A conception of the theory of real rights is: «real right, the owner acquires immediate and direct power over an asset, which can be exercised and asserted against all»[citation required ]

The obligationist or personalist conception and the unitary conceptions consider that a duty of abstention or passive obligation that is imposed on everyone (erga omnes) derives from real rights. It has been pointed out that this thesis does not seem acceptable, given that there are innumerable cases in which there is no such invasion and the owner's activity proceeds peacefully. Real rights could not only be a faculty or power of exclusion, since it would lead to the conclusion that the property right over a movable thing would not be born until a third party steals or steals it.

An intermediate conception establishes two elements of property rights:

  • A power of the subject over the thing of economic content.
  • A relationship between the subject and third parties: legal or formal guarantee.

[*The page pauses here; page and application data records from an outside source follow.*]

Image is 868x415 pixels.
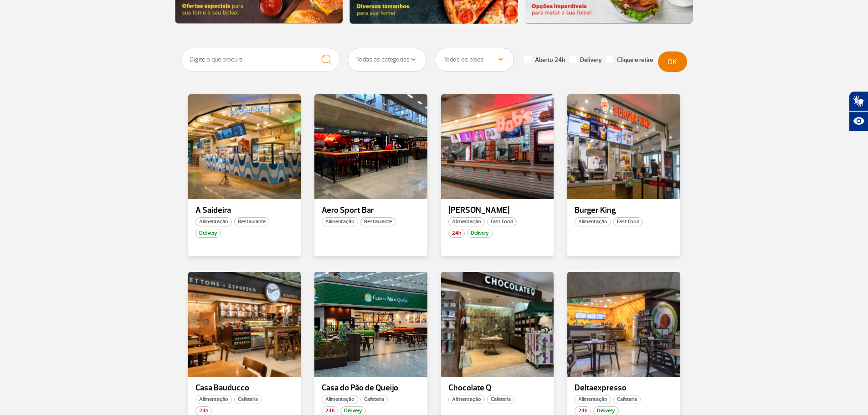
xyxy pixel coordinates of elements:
label: Clique e retire [607,56,654,64]
span: Alimentação [196,217,232,227]
span: Alimentação [196,395,232,404]
span: 24h [448,229,465,238]
p: Deltaexpresso [575,383,673,393]
button: Abrir recursos assistivos. [849,111,868,131]
p: Chocolate Q [448,383,547,393]
div: Plugin de acessibilidade da Hand Talk. [849,91,868,131]
span: Restaurante [361,217,396,227]
button: OK [659,52,687,72]
span: Alimentação [448,217,485,227]
span: Delivery [467,229,493,238]
input: Digite o que procura [181,47,340,71]
span: Cafeteria [487,395,515,404]
button: Abrir tradutor de língua de sinais. [849,91,868,111]
span: Restaurante [235,217,269,227]
p: Aero Sport Bar [322,206,420,215]
p: Casa do Pão de Queijo [322,383,420,393]
span: Cafeteria [361,395,388,404]
span: Alimentação [448,395,485,404]
span: Alimentação [575,395,611,404]
span: Fast Food [613,217,643,227]
p: Casa Bauducco [196,383,294,393]
span: Alimentação [322,217,358,227]
span: Alimentação [575,217,611,227]
span: Cafeteria [235,395,262,404]
span: Alimentação [322,395,358,404]
label: Delivery [570,56,602,64]
p: A Saideira [196,206,294,215]
span: Delivery [196,229,221,238]
span: Fast Food [487,217,517,227]
span: Cafeteria [613,395,641,404]
label: Aberto 24h [525,56,565,64]
p: [PERSON_NAME] [448,206,547,215]
p: Burger King [575,206,673,215]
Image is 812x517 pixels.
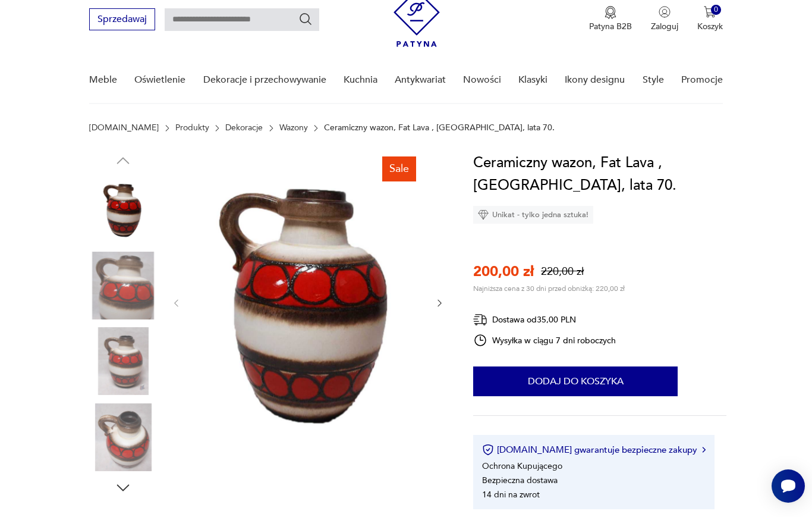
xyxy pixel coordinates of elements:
[89,251,157,320] img: Zdjęcie produktu Ceramiczny wazon, Fat Lava , Niemcy, lata 70.
[463,57,501,103] a: Nowości
[482,489,540,500] li: 14 dni na zwrot
[711,5,721,15] div: 0
[651,6,678,32] button: Zaloguj
[697,6,723,32] button: 0Koszyk
[473,312,487,327] img: Ikona dostawy
[541,264,584,279] p: 220,00 zł
[589,21,632,32] p: Patyna B2B
[702,446,705,453] img: Ikona strzałki w prawo
[473,333,616,347] div: Wysyłka w ciągu 7 dni roboczych
[193,151,423,452] img: Zdjęcie produktu Ceramiczny wazon, Fat Lava , Niemcy, lata 70.
[89,123,159,132] a: [DOMAIN_NAME]
[564,57,624,103] a: Ikony designu
[279,123,308,132] a: Wazony
[175,123,209,132] a: Produkty
[473,151,726,197] h1: Ceramiczny wazon, Fat Lava , [GEOGRAPHIC_DATA], lata 70.
[643,57,664,103] a: Style
[382,156,416,182] div: Sale
[89,9,155,30] button: Sprzedawaj
[395,57,446,103] a: Antykwariat
[659,6,670,18] img: Ikonka użytkownika
[482,461,563,472] li: Ochrona Kupującego
[134,57,186,103] a: Oświetlenie
[89,404,157,471] img: Zdjęcie produktu Ceramiczny wazon, Fat Lava , Niemcy, lata 70.
[89,175,157,243] img: Zdjęcie produktu Ceramiczny wazon, Fat Lava , Niemcy, lata 70.
[482,444,705,456] button: [DOMAIN_NAME] gwarantuje bezpieczne zakupy
[203,57,327,103] a: Dekoracje i przechowywanie
[298,12,313,26] button: Szukaj
[482,444,494,456] img: Ikona certyfikatu
[589,6,632,32] button: Patyna B2B
[772,469,805,503] iframe: Smartsupp widget button
[604,6,617,19] img: Ikona medalu
[89,16,155,25] a: Sprzedawaj
[651,21,678,32] p: Zaloguj
[589,6,632,32] a: Ikona medaluPatyna B2B
[473,262,534,281] p: 200,00 zł
[344,57,378,103] a: Kuchnia
[473,312,616,327] div: Dostawa od 35,00 PLN
[324,123,555,132] p: Ceramiczny wazon, Fat Lava , [GEOGRAPHIC_DATA], lata 70.
[681,57,723,103] a: Promocje
[89,57,117,103] a: Meble
[697,21,723,32] p: Koszyk
[473,367,678,396] button: Dodaj do koszyka
[473,206,593,224] div: Unikat - tylko jedna sztuka!
[518,57,547,103] a: Klasyki
[226,123,263,132] a: Dekoracje
[473,284,624,293] p: Najniższa cena z 30 dni przed obniżką: 220,00 zł
[478,209,488,220] img: Ikona diamentu
[482,475,558,486] li: Bezpieczna dostawa
[89,327,157,395] img: Zdjęcie produktu Ceramiczny wazon, Fat Lava , Niemcy, lata 70.
[704,6,716,18] img: Ikona koszyka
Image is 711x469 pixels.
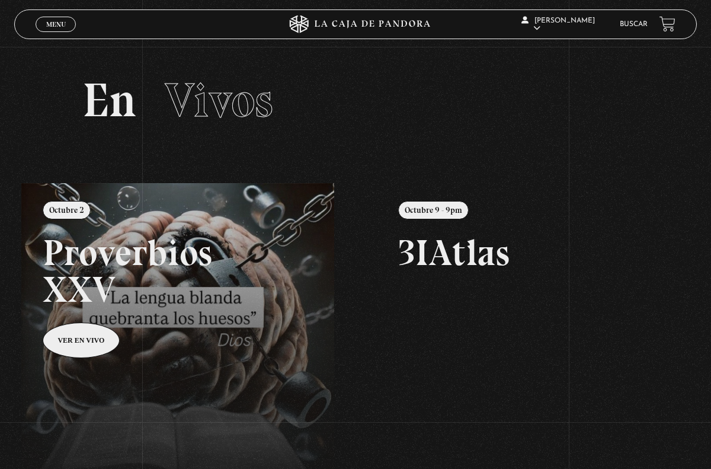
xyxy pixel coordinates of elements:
[46,21,66,28] span: Menu
[660,16,676,32] a: View your shopping cart
[165,72,273,129] span: Vivos
[521,17,595,32] span: [PERSON_NAME]
[82,76,629,124] h2: En
[42,31,70,39] span: Cerrar
[620,21,648,28] a: Buscar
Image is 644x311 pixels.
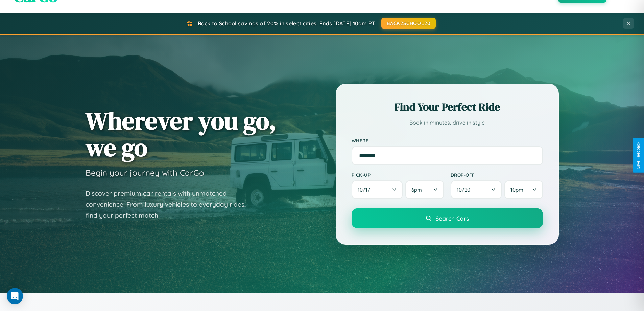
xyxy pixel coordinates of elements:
button: 10/20 [450,180,502,199]
button: 10pm [504,180,542,199]
p: Book in minutes, drive in style [351,118,543,127]
div: Open Intercom Messenger [7,288,23,304]
label: Pick-up [351,172,444,177]
button: BACK2SCHOOL20 [381,18,436,29]
span: 10pm [511,186,523,193]
button: Search Cars [351,208,543,228]
h2: Find Your Perfect Ride [351,99,543,114]
span: 6pm [411,186,422,193]
button: 6pm [405,180,443,199]
div: Give Feedback [636,141,640,169]
label: Drop-off [450,172,543,177]
span: 10 / 17 [357,186,373,193]
span: 10 / 20 [456,186,474,193]
h3: Begin your journey with CarGo [85,167,204,177]
h1: Wherever you go, we go [85,107,276,161]
span: Back to School savings of 20% in select cities! Ends [DATE] 10am PT. [198,20,376,27]
label: Where [351,138,543,143]
button: 10/17 [351,180,403,199]
p: Discover premium car rentals with unmatched convenience. From luxury vehicles to everyday rides, ... [85,188,254,221]
span: Search Cars [435,214,469,222]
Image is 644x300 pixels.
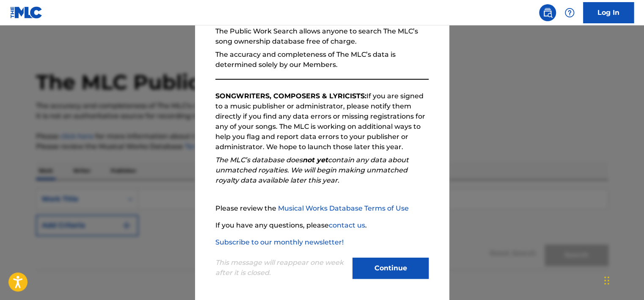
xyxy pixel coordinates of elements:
[215,203,428,213] p: Please review the
[353,257,428,279] button: Continue
[215,92,366,100] strong: SONGWRITERS, COMPOSERS & LYRICISTS:
[601,259,644,300] iframe: Chat Widget
[215,50,428,70] p: The accuracy and completeness of The MLC’s data is determined solely by our Members.
[543,8,552,18] img: search
[329,221,365,229] a: contact us
[215,27,428,47] p: The Public Work Search allows anyone to search The MLC’s song ownership database free of charge.
[583,2,634,23] a: Log In
[561,5,578,21] div: Help
[215,156,409,184] em: The MLC’s database does contain any data about unmatched royalties. We will begin making unmatche...
[278,204,409,212] a: Musical Works Database Terms of Use
[565,8,574,18] img: help
[215,257,348,278] p: This message will reappear one week after it is closed.
[539,5,556,21] a: Public Search
[215,238,344,246] a: Subscribe to our monthly newsletter!
[10,6,43,19] img: MLC Logo
[604,268,609,293] div: Drag
[215,220,428,230] p: If you have any questions, please .
[215,91,428,152] p: If you are signed to a music publisher or administrator, please notify them directly if you find ...
[302,156,328,164] strong: not yet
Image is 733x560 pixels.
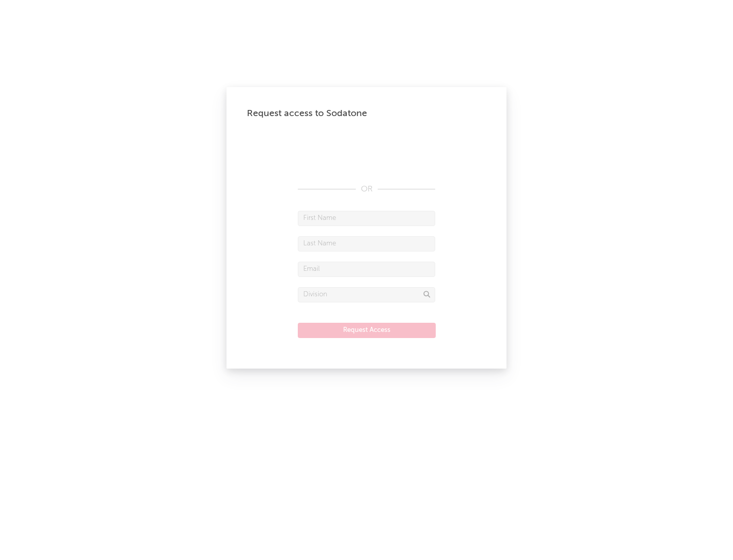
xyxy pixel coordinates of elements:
input: Division [297,287,435,302]
div: OR [297,183,435,195]
div: Request access to Sodatone [246,107,486,119]
button: Request Access [297,323,436,338]
input: First Name [297,211,435,225]
input: Last Name [297,236,435,251]
input: Email [297,262,435,276]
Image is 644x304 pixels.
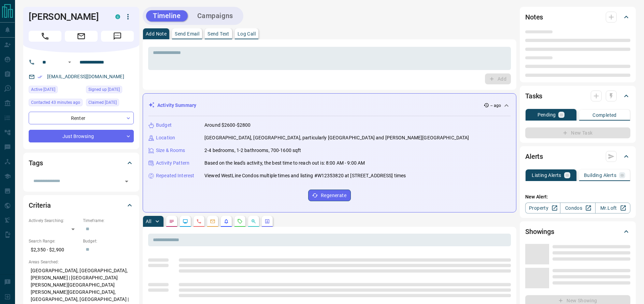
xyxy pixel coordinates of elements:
[525,227,555,237] h2: Showings
[31,86,55,93] span: Active [DATE]
[205,172,406,180] p: Viewed WestLine Condos multiple times and listing #W12353820 at [STREET_ADDRESS] times
[525,148,630,164] div: Alerts
[238,31,256,36] p: Log Call
[29,112,134,124] div: Renter
[88,86,120,93] span: Signed up [DATE]
[148,99,511,112] div: Activity Summary-- ago
[207,31,230,36] p: Send Text
[251,219,257,224] svg: Opportunities
[584,173,616,178] p: Building Alerts
[47,74,124,79] a: [EMAIL_ADDRESS][DOMAIN_NAME]
[83,218,134,224] p: Timeframe:
[29,218,80,224] p: Actively Searching:
[224,219,229,224] svg: Listing Alerts
[205,121,250,128] p: Around $2600-$2800
[525,203,560,214] a: Property
[210,219,215,224] svg: Emails
[190,10,240,22] button: Campaigns
[175,31,199,36] p: Send Email
[65,31,97,41] span: Email
[265,219,270,224] svg: Agent Actions
[538,113,556,117] p: Pending
[101,31,134,41] span: Message
[29,244,80,255] p: $2,350 - $2,900
[156,147,186,154] p: Size & Rooms
[525,223,630,240] div: Showings
[86,85,134,95] div: Wed Sep 03 2025
[29,239,80,244] p: Search Range:
[560,203,595,214] a: Condos
[29,31,61,41] span: Call
[532,173,562,178] p: Listing Alerts
[183,219,188,224] svg: Lead Browsing Activity
[205,134,469,141] p: [GEOGRAPHIC_DATA], [GEOGRAPHIC_DATA], particularly [GEOGRAPHIC_DATA] and [PERSON_NAME][GEOGRAPHIC...
[122,176,132,186] button: Open
[88,99,116,106] span: Claimed [DATE]
[29,11,105,22] h1: [PERSON_NAME]
[593,113,617,117] p: Completed
[29,130,134,143] div: Just Browsing
[205,160,365,167] p: Based on the lead's activity, the best time to reach out is: 8:00 AM - 9:00 AM
[595,203,630,214] a: Mr.Loft
[525,9,630,26] div: Notes
[156,134,175,141] p: Location
[525,88,630,105] div: Tasks
[490,102,501,109] p: -- ago
[156,160,190,167] p: Activity Pattern
[146,31,167,36] p: Add Note
[525,12,543,22] h2: Notes
[525,151,543,162] h2: Alerts
[116,14,120,19] div: condos.ca
[29,157,43,168] h2: Tags
[86,99,134,109] div: Wed Sep 03 2025
[29,85,83,95] div: Mon Sep 08 2025
[308,190,351,201] button: Regenerate
[29,99,83,109] div: Sat Sep 13 2025
[29,200,51,211] h2: Criteria
[146,219,151,224] p: All
[83,239,134,244] p: Budget:
[156,172,194,180] p: Repeated Interest
[31,99,80,106] span: Contacted 43 minutes ago
[525,193,630,200] p: New Alert:
[525,90,543,101] h2: Tasks
[156,121,171,128] p: Budget
[146,10,188,22] button: Timeline
[238,219,243,224] svg: Requests
[29,197,134,214] div: Criteria
[205,147,301,154] p: 2-4 bedrooms, 1-2 bathrooms, 700-1600 sqft
[29,259,134,265] p: Areas Searched:
[196,219,202,224] svg: Calls
[169,219,175,224] svg: Notes
[37,74,42,79] svg: Email Verified
[29,155,134,172] div: Tags
[157,102,196,109] p: Activity Summary
[65,58,74,66] button: Open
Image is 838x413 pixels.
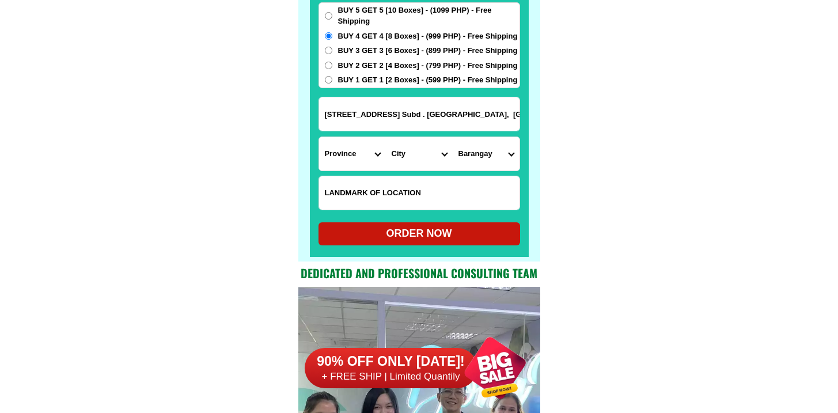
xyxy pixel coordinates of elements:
input: BUY 5 GET 5 [10 Boxes] - (1099 PHP) - Free Shipping [325,12,332,20]
h6: 90% OFF ONLY [DATE]! [305,353,477,370]
input: Input address [319,97,519,131]
input: BUY 2 GET 2 [4 Boxes] - (799 PHP) - Free Shipping [325,62,332,69]
span: BUY 1 GET 1 [2 Boxes] - (599 PHP) - Free Shipping [338,74,518,86]
h6: + FREE SHIP | Limited Quantily [305,370,477,383]
input: BUY 1 GET 1 [2 Boxes] - (599 PHP) - Free Shipping [325,76,332,83]
h2: Dedicated and professional consulting team [298,264,540,282]
input: BUY 3 GET 3 [6 Boxes] - (899 PHP) - Free Shipping [325,47,332,54]
select: Select province [319,137,386,170]
span: BUY 3 GET 3 [6 Boxes] - (899 PHP) - Free Shipping [338,45,518,56]
div: ORDER NOW [318,226,520,241]
span: BUY 2 GET 2 [4 Boxes] - (799 PHP) - Free Shipping [338,60,518,71]
span: BUY 4 GET 4 [8 Boxes] - (999 PHP) - Free Shipping [338,31,518,42]
select: Select commune [452,137,519,170]
span: BUY 5 GET 5 [10 Boxes] - (1099 PHP) - Free Shipping [338,5,519,27]
input: Input LANDMARKOFLOCATION [319,176,519,210]
input: BUY 4 GET 4 [8 Boxes] - (999 PHP) - Free Shipping [325,32,332,40]
select: Select district [386,137,452,170]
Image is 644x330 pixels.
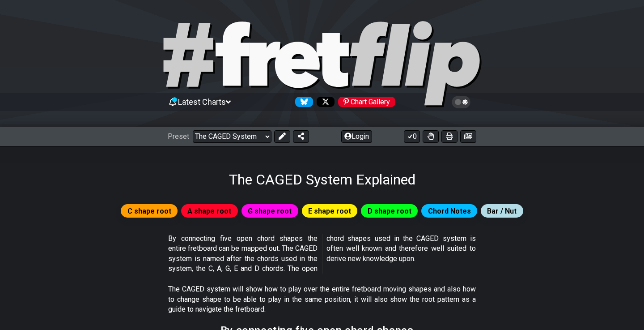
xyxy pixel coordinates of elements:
button: Login [341,130,372,143]
span: Toggle light / dark theme [456,98,466,106]
button: Toggle Dexterity for all fretkits [423,130,439,143]
a: #fretflip at Pinterest [334,97,395,107]
span: Bar / Nut [487,205,516,217]
button: 0 [404,130,420,143]
button: Create image [460,130,476,143]
span: Preset [168,132,189,141]
button: Print [441,130,458,143]
span: D shape root [368,205,411,217]
span: G shape root [248,205,292,217]
button: Edit Preset [274,130,290,143]
a: Follow #fretflip at X [313,97,334,107]
span: Chord Notes [428,205,471,217]
span: C shape root [128,205,171,217]
select: Preset [193,130,271,143]
button: Share Preset [293,130,309,143]
div: Chart Gallery [338,97,395,107]
p: By connecting five open chord shapes the entire fretboard can be mapped out. The CAGED system is ... [168,234,476,274]
span: E shape root [308,205,351,217]
span: Latest Charts [178,97,226,106]
a: Follow #fretflip at Bluesky [292,97,313,107]
h1: The CAGED System Explained [229,171,415,188]
p: The CAGED system will show how to play over the entire fretboard moving shapes and also how to ch... [168,284,476,314]
span: A shape root [187,205,231,217]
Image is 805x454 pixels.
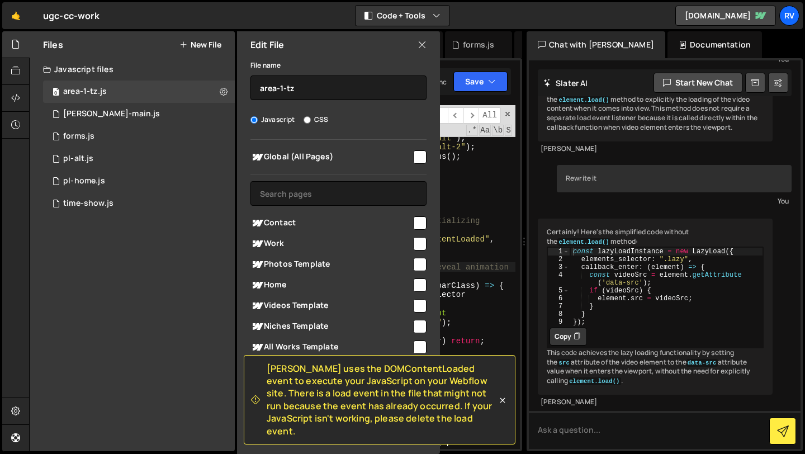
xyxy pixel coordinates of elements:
[63,154,93,164] div: pl-alt.js
[478,107,501,124] span: Alt-Enter
[63,87,107,97] div: area-1-tz.js
[557,238,610,246] code: element.load()
[686,359,718,367] code: data-src
[548,248,570,255] div: 1
[250,258,411,271] span: Photos Template
[568,377,620,385] code: element.load()
[250,75,426,100] input: Name
[303,116,311,124] input: CSS
[43,39,63,51] h2: Files
[63,198,113,208] div: time-show.js
[2,2,30,29] a: 🤙
[538,77,772,141] div: Yes, that's correct. In this case, you are using the method to explicitly the loading of the vide...
[43,192,235,215] div: 10820/24978.js
[540,144,770,154] div: [PERSON_NAME]
[63,109,160,119] div: [PERSON_NAME]-main.js
[303,114,328,125] label: CSS
[250,278,411,292] span: Home
[466,125,478,136] span: RegExp Search
[453,72,507,92] button: Save
[463,107,479,124] span: ​
[267,362,497,437] span: [PERSON_NAME] uses the DOMContentLoaded event to execute your JavaScript on your Webflow site. Th...
[557,96,610,104] code: element.load()
[250,340,411,354] span: All Works Template
[548,295,570,302] div: 6
[526,31,665,58] div: Chat with [PERSON_NAME]
[43,148,235,170] div: 10820/24980.js
[448,107,463,124] span: ​
[479,125,491,136] span: CaseSensitive Search
[779,6,799,26] a: rv
[250,216,411,230] span: Contact
[557,359,570,367] code: src
[250,116,258,124] input: Javascript
[250,114,295,125] label: Javascript
[543,78,588,88] h2: Slater AI
[538,219,772,395] div: Certainly! Here's the simplified code without the method: This code achieves the lazy loading fun...
[557,165,791,192] div: Rewrite it
[463,39,494,50] div: forms.js
[548,271,570,287] div: 4
[250,237,411,250] span: Work
[667,31,762,58] div: Documentation
[43,80,235,103] div: 10820/25186.js
[63,176,105,186] div: pl-home.js
[43,170,235,192] div: 10820/24979.js
[548,302,570,310] div: 7
[548,318,570,326] div: 9
[540,397,770,407] div: [PERSON_NAME]
[548,287,570,295] div: 5
[549,328,587,345] button: Copy
[548,263,570,271] div: 3
[250,60,281,71] label: File name
[250,150,411,164] span: Global (All Pages)
[492,125,504,136] span: Whole Word Search
[355,6,449,26] button: Code + Tools
[53,88,59,97] span: 0
[30,58,235,80] div: Javascript files
[43,103,235,125] div: 10820/24981.js
[250,320,411,333] span: Niches Template
[653,73,742,93] button: Start new chat
[250,299,411,312] span: Videos Template
[505,125,512,136] span: Search In Selection
[548,310,570,318] div: 8
[675,6,776,26] a: [DOMAIN_NAME]
[63,131,94,141] div: forms.js
[250,181,426,206] input: Search pages
[548,255,570,263] div: 2
[179,40,221,49] button: New File
[559,195,789,207] div: You
[250,39,284,51] h2: Edit File
[43,9,99,22] div: ugc-cc-work
[43,125,235,148] div: 10820/26313.js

Another conception indicates that real rights are those subjective rights that attribute to their owner immediate power over a thing, and are exercisable against third parties.

Classification

Real rights Personal rights
They presuppose a direct and immediate relation of the holder with the element that is the subject of the right, of which the owner can enjoy without limitation imposed by another person.. They presuppose a debtor-acredent relationship between two people, having the first to comply with what is established by the second in terms of giving, doing or not doing.
The holder depends on the usufruct and use of his own right. The right of the holder depends on the action to give, do or not make the debtor.
Its object of law is based on a direct benefit (an element found by law). Its object of law is the fulfilment of a benefit.
Real rights are fully established by law without any intervention by the holder. Personal rights may be established by the parties, in accordance with the relevant provisions (in accordance with the law governing them).
In certain cases the holder may reject the right by waiving the element. The provision under the law entails an obligation to be fulfilled and cannot be abandoned.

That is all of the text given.